Fu’s writing throughout is delicate and measured, and she excels at showcasing the subtle interior life of Peter as he gradually discovers who he is. Upon meeting Chef, who gives him a job as a dishwasher, Peter feels his first blush of sexual attraction:

“ ‘You call me Chef.’ He tilted his head. ‘Your jacket is buttoned wrong.’ His fingers settled on my chest. He undid the buttons, pulled the jacket straight, and rebuttoned it on the other side. It took a long time. I could smell his hair, a sharp, cold scent, like the air before it snows. Like the walk-in freezer. He ended by patting the jacket smooth. ‘Men button it on the left. Women on the right.’ ”

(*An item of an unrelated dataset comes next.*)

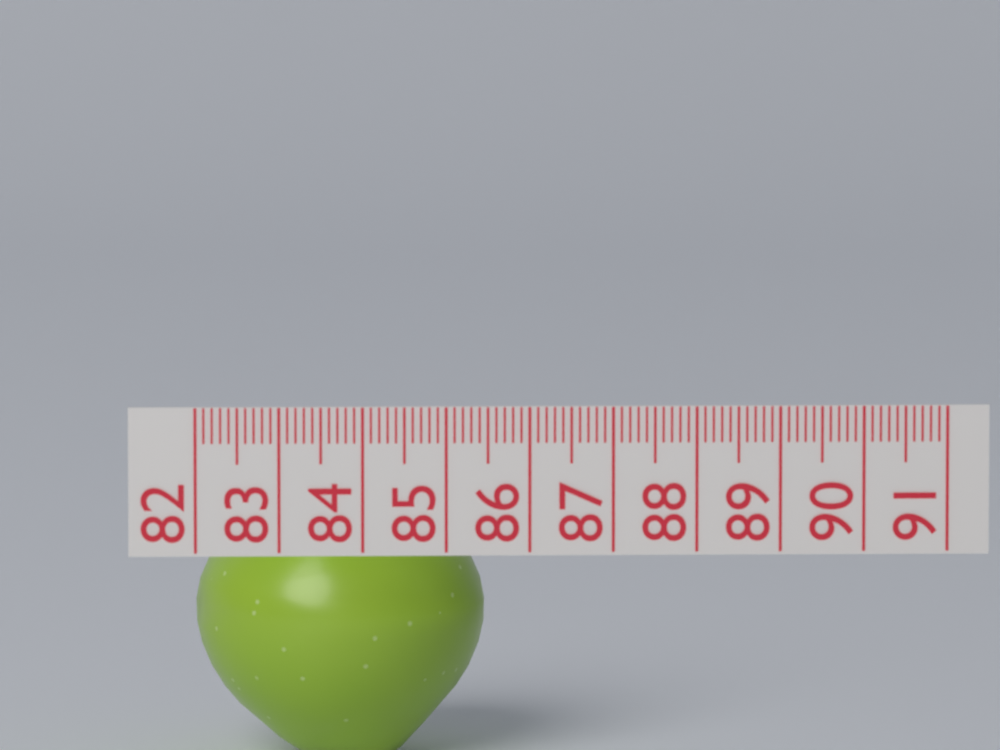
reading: 85.5 (no unit)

Fu is unafraid to let her descriptive language do what other writers might have simply had their characters think or say, allowing us to see Peter emerge more naturally. His gaze often falls on clothing or on the curves and contours of someone else’s skin, which feels fitting considering he’s not comfortable in his own. And while his observations are meticulous, Fu is careful to keep Peter’s voice quiet and insecure. Only occasionally, such as when Peter is considering Chef (saying he might love him “as zealously as a supplicant loves a god”), does the writing become overwrought.

Similarly, Fu seems aware that, while her topic is timely and (at least for now) unconventional, she risks telling yet another iteration of the coming-of-age tale. To this end, she has broadened the narrative beyond Peter by mirroring his central questions of identity and self-acceptance in other characters, too. His father’s failure to disappear completely into another culture and forget his past trickles down not only to the son but to the daughters as well. Adele makes an ill-fated move to Germany, where she falls victim to her lover’s abuse. Helen closes herself off from the rest of the family in pursuit of her career. Bonnie, the youngest, gets caught in a world of sex and debauchery. Even their mother, who is nearly invisible as the novel begins, emerges halfway through to reclaim the identity her husband has long kept from her. Although Fu does not sketch these narratives as completely as Peter’s (at times, they feel tacked on), they nevertheless help elevate the novel’s second half into a more expansive consideration of not just a person, but a family that is trying to come to terms with itself.

Peter eventually meets a group of kids a decade younger than him who have never had to confront similar questions of identity, who have been raised in inclusive environments and studied gender and queer theory as a matter of course. Peter, whose struggle has lasted, by this point, over thirty years, can’t believe it, and goes on to deliver one of the book’s most moving lines. “You couldn’t just rename yourself,” he says, “you couldn’t tear down the skyline and rebuild and think there wouldn’t be consequences.” Fu’s accomplishment isn’t just making this line believable for Peter, but for everyone in the novel—indeed, anyone at all—who is somehow seeking to define themselves.